Your comment suggests if nothing else that you consider your own views about texts to be irrevocably idiosyncratic. I would hope that wasn't the case!

Lee said...

What is at stake in the debate over careerist criticism is, I think, what the goal of criticism should be. We don't have an agreed upon sense of what it would mean to "contribute to knowledge" in literary criticism compared, say, to what it would mean to win a game of chess.

In a broad way, everyone thinks he or she contributes to knowledge--even if this contribution is not artful--but the premise of the previous few posts is that many of those people are wrong in that belief. What should they be doing instead? Anyone can write anything they like about literature outside the university, but what sort of activity should the university protect and nurture?

Once we decide on professional norms then we should align institutional incentives such that calling a person a careerist ends up being the biggest compliment you can give. A careerist might be damaging themselves emotionally by having bad motivations--really caring about themselves rather than "the profession"--but so what, so long as they do their defined job well?

A reduction in publication load would be useless without a concomitant social decision on what the specific goals of criticism should be and which broad methods of critical analysis are deemed valid (internal contradiction: bad; new archive-based literary histories of writers deemed worth studying: good; readable prose: good; etc).

R/T said...

D. G. Myers says: "Teaching, at least of literature, should be as unoriginal as possible. My responsibility as a teacher is to introduce my students to a share of the human heritage. Not to exhibit my intellectual idiosyncrasy." Litlove, though, "can't possibly agree with that." Well, for whatever it is worth, I agree with you, Prof. Myers, because we as teachers of literature must give students the basic tools with which to approach literature. It is similar to teaching someone to walk before teaching him or her to walk. Agenda-driven observers may not understand the need for such an ostensibly conservative or pragmatic approach but--if they look at other academic disciplines--they would have to admit that walking precedes running in every endeavor.

R/T said...

CORRECTION:
Of course, I meant to say "to walk before teaching him or her to run" in this sentence: "It is similar to teaching someone to walk before teaching him or her to walk." I apologize for the sloppiness.

litlove said...

R. T., do go on to read the whole of my comment. I suggest quite clearly that we should teach students to walk, and then to run.

D. G. Myers said...

Please forgive me, but I don’t agree with either one of you. I am the father of four children. And I taught none of them to walk. Nor to run.
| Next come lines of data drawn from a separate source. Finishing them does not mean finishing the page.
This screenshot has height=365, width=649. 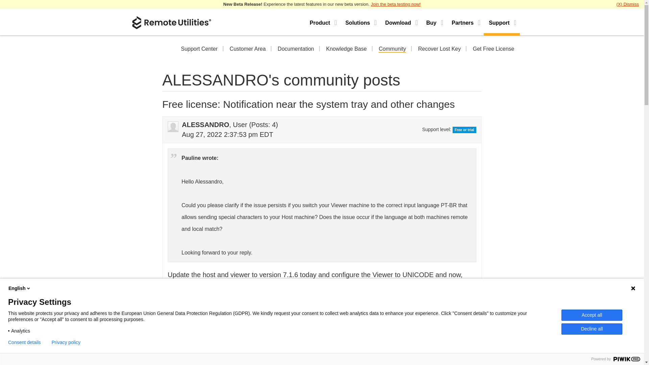 I want to click on Partners, so click(x=465, y=22).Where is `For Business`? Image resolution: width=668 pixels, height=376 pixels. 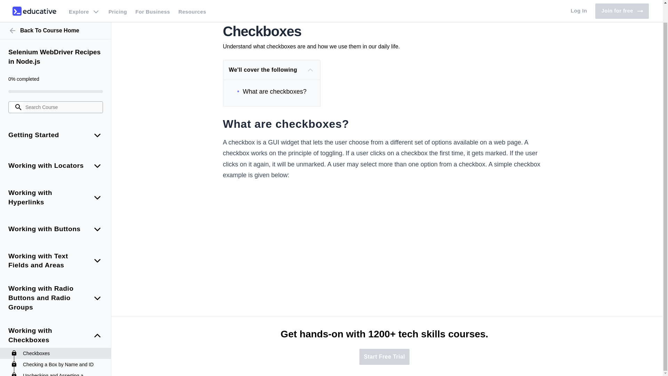 For Business is located at coordinates (152, 1).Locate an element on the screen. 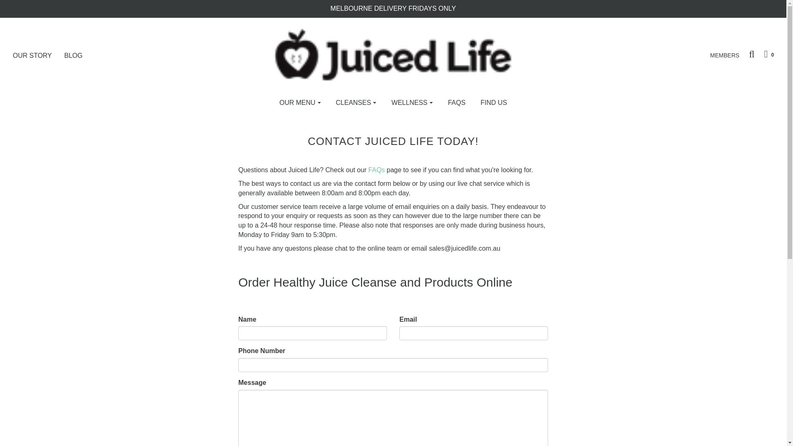 Image resolution: width=793 pixels, height=446 pixels. OUR MENU is located at coordinates (300, 102).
What I am teaching them, especially the boys, is to walk correctly. No strutting, no slouching, no running in the aisles of the supermarket, no pouting halt. I am trying to introduce them into—God forgive me—a culture of walking in which gait reflects character (more or less).

And that’s pretty much what I try to do in the classroom.

Take the critical failing that I described on Sunday as “solipsism in interpretation.” This will be immediately recognized in the undergraduate remark, “I can relate to O.” It is neither good manners nor rational adequacy to understand a literary text only in relationship to oneself, one’s history, one’s prejudices and preferences.

Yvor Winters taught corrosion and distrust; I, correctness and demands.

R/T said...

I stand corrected in that my figure of speech should have said walk correctly before running, and, Prof. Myers, I rather like the way you have built upon and modified my language. Actually, while I thought the "correctly" was implied in my original comment, I'm glad to have my figurative language tweaked and improved.